Elaborate, please. Did you invent this test yourself? Are you aware of standard color controls in the photography industry? Do they use only RGB?
...with the two acting in concert to demonstrate without a doubt the presence of ENCRUSTED material (body image as well as blood!).
Are you looking at the image when applying these algorithms? Or are you using the histogram(s) as a statistical model to guide your application? It's really a very simple question, and your growing reluctance to address it is probably inciting your readers here to infer an answer that is not favorable to your claim.
Answer - I was using only the first 3 of the available settings, having overlooked two that were lurking behind a somewhat inconspicuous "More" tab.
Can you describe the algorithms used by any of these "settings?" Can you describe in exactly what way they will tend to reveal information that would support a finding that the Shroud is "encrusted" and not produce a false positive?
...again, checked against RGB composition to ensure the changes are minimal in colour terms
What other color models did you use in your attempt to validate your findings? Are there color models besides RGB that would be more appropriate to your study?
Thank you for the feedback (well, some of it).
The criticism of your method is valid for the reasons given. You seem reluctant to address the reasons. You just seem to be chafing at the fact that you're being criticized, even going so far as to insinuate that questioning your methods amounts to a personal attack or invasion of privacy. While it is sometimes disappointing to face criticism for work in which you've invested a lot of time, it is necessary to the process. The strength of your findings lies not in how much time you spent arriving at them, but how they weather the worst of valid criticism.
as a scientific (i.e. trial and error) learning curve...
You spend a lot of time trying to tell people what science is. Specifically you seem to spend a lot of time describing your approach and then just slapping the label "scientific" on it. That puts the cart before the horse. If you are going to style your results as scientifically sound, then you bear the burden to prove you have conformed to the appropriate methods and understanding. If you don't know what those are, well then you have more homework to do.
Your ongoing desire to lecture to the readership about how to practice science once again makes it ambiguous whether you're claiming expertise. It's incongruous to approach your topic from the "trial and error" point of view and (as you do below) beg forgiveness for incidental errors or omissions in method, and at the same time rebut criticism by trying to instruct the critics on what is appropriate practice in science and insist that you are following it. While expertise exists along a continuum, it would be wise for you to state unequivocally where along that continuum you want your presentation to fall.
...reported warts an' all online in real time (first time ever?)
Responsible scientists don't drawn conclusions or publish findings until they are confident the results are sound enough to be trusted by a lay public. That's not to say partial results aren't shared among peers for comment and review. However, if that's what you're doing here and if you're thus going to admit your findings have "warts," then you can't have an emotional response every time someone notices a wart. That makes it seem like you're less interested in determining how the image on the Shroud was produce than in being praised as a clever and skilled scientist.
And you don't get to assume all warts are small. You don't get to assume your approach is fundamentally sound and could err only in a detail here or there. You have to consider the possibility that your image analysis techniques have no power to discover what you want to find out.
So if the methodology looks a bit tentative at times, that is indeed the case...
Then why do you seem defensive about questions directed at your methodology? Validation of method is essentially what the process of peer review in science hopes to accomplish, and it's a strong pillar of scientific practice. You don't get to be coy about your methods and simultaneously bristle when your approach is then characterized as amateur.
the essence of science, in my view, is always to view each new promising but non-validated tool with a degree of scepticism initially, indeed to break off from the main project and make the tool itself a project within a project, starting as I said earlier with a blank sheet of paper, and putting the tool through its paces with known reference systems.
Yes, you have the responsibility to validate your methods before you use them and before you draw conclusions. The easiest and best way to do that is to understand the tools that already exist and the sciences that created them. Making up tools and techniques as you go, without due regard to the state of the art, is a hallmark of pseudoscience. If it's important to you to avoid being lumped in with the pseudoscientists, then you need to be more forthright and less defensive about the review you're receiving here.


# REQUIRED WORK
Each line starting at the one that contains "What do you" and ending at the one that contains "is (512, 1098)." must be returned exactly, and the rest of the listing is left out.

# SOURCE INFORMATION
◆ ◆ ◆ ◆ ◆ ◆ ◆

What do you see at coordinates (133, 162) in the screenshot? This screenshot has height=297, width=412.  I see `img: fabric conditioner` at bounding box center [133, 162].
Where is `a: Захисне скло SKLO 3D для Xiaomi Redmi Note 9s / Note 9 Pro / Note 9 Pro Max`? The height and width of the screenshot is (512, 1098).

◆ ◆ ◆ ◆ ◆ ◆ ◆

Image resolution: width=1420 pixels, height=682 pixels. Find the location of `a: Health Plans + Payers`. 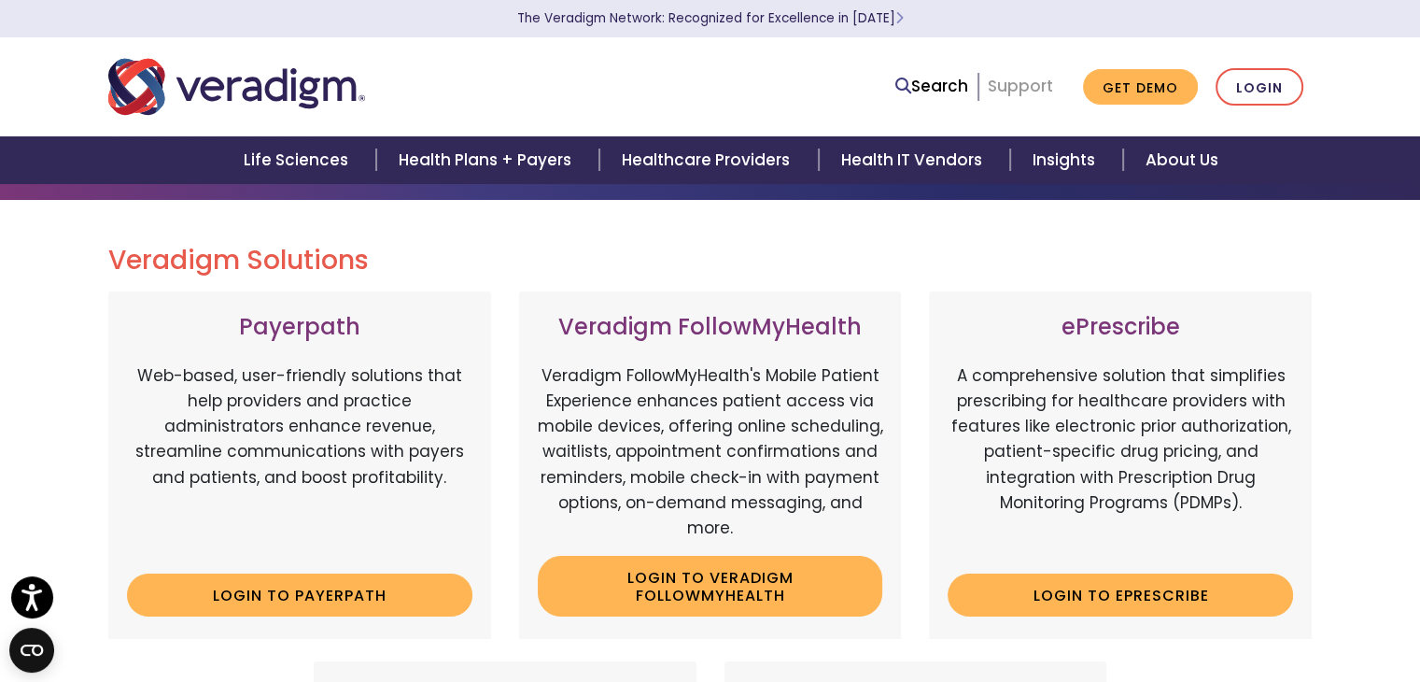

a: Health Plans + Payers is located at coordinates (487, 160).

◆ ◆ ◆ ◆ ◆ ◆ ◆

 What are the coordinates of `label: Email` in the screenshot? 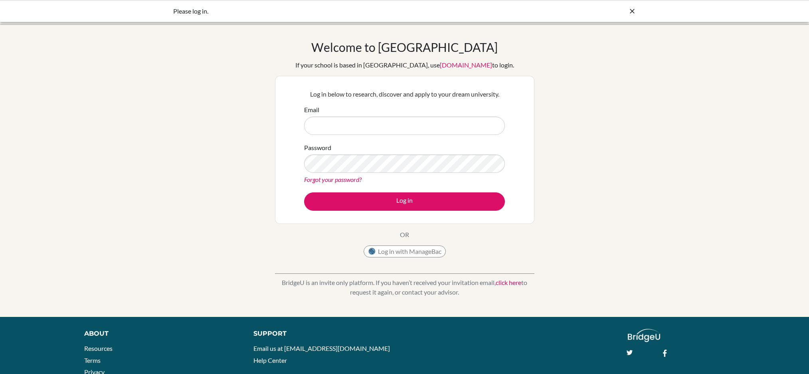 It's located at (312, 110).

◆ ◆ ◆ ◆ ◆ ◆ ◆

# EXERCISE RESULT
What do you see at coordinates (133, 162) in the screenshot? This screenshot has height=297, width=412.  I see `img: fabric conditioner` at bounding box center [133, 162].
Where is `a: Захисне скло SKLO 3D для Xiaomi Redmi Note 9s / Note 9 Pro / Note 9 Pro Max`? The height and width of the screenshot is (512, 1098).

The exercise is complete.